Press Association,Margaret Davis
Thursday 26 November 2009 13:52 GMT

The family of an actor who died at a party attended by Babyshambles singer Pete Doherty today launched a blistering attack on police handling of the case.

Mark Blanco fell from a balcony at a flat in Whitechapel, east London, in December 2006.

He was taken to hospital with severe head injuries and died the following day.

Today his sister Emma said: "This is no longer just a fight for Mark. It is a fight as citizens of this country to stop things like this happening, to stop obvious crimes being ignored.

"It's a fight for justice, it's not a fight just for justice for Mark, it's a fight for justice for any human being that needs to rely on services that you would expect to be able to rely on - the police force in this country which we have been let down by for three years."

His mother Sheila said she went through details of what might have happened that night every day.

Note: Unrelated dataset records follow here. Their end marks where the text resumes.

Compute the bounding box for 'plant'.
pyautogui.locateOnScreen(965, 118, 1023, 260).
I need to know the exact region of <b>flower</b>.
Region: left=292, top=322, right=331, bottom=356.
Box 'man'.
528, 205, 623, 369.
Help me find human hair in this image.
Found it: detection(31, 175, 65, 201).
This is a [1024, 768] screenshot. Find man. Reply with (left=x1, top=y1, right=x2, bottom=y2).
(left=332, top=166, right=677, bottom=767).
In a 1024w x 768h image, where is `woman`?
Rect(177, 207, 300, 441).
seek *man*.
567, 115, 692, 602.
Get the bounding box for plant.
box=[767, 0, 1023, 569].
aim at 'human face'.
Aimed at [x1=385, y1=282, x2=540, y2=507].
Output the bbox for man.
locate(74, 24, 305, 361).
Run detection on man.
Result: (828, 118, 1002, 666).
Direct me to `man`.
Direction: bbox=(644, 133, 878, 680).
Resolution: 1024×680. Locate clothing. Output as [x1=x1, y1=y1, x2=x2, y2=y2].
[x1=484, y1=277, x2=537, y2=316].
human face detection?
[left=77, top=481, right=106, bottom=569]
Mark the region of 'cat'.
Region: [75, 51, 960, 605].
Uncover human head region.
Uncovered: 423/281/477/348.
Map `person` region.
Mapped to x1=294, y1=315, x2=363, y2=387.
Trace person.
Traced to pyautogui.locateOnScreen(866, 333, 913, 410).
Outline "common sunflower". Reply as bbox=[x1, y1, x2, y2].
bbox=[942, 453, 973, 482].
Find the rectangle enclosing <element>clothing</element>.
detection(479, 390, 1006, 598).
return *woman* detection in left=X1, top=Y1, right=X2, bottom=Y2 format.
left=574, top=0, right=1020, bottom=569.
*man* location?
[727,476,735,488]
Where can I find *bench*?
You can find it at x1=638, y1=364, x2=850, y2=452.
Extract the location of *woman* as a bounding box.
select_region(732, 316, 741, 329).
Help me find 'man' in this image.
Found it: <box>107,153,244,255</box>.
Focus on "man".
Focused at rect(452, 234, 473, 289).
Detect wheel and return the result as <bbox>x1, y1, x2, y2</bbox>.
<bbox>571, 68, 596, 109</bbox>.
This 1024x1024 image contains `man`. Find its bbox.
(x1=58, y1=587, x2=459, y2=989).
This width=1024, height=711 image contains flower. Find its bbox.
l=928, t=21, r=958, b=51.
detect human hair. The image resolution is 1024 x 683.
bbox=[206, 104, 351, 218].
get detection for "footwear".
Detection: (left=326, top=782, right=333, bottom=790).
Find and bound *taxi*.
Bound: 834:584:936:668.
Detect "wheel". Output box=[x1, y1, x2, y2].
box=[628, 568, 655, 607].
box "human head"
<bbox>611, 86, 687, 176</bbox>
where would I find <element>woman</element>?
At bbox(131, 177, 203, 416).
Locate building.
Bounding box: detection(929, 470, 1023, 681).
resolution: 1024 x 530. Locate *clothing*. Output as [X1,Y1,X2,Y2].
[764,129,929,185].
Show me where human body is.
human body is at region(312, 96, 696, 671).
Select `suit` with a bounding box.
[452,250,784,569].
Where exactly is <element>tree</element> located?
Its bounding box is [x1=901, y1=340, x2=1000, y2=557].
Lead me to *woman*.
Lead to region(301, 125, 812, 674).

Speaking at a press conference to urge further police action on the case she said: "The UK is not a third world country and I feel that anyone who dies in unexplained circumstances or who is critically injured in unexplained circumstances is worthy of a decent police investigation. Mark did not receive that and we ask ourselves why."

The initial police investigation into the death of the Cambridge graduate found that he had jumped deliberately, the family's barrister, Michael Wolkind QC said, but a coroner then ordered a second independent probe.

Officers then found that either Mark had jumped deliberately or he fell because of a "criminal act", but could not say which.

This prompted the Blanco family to pay for their own specialist reports on how Mark died, including a study by neurobiology expert Professor Richard Wassersug.

He found that: "To sustain lethal injury almost exclusively to the head in a fall from such a low height would require more than just drug-induced poor co-ordination and slow reflexes."

This is because humans in free fall react instinctively to protect their head, he said.

The professor found Mark could not have deliberately jumped and sustained those head injuries.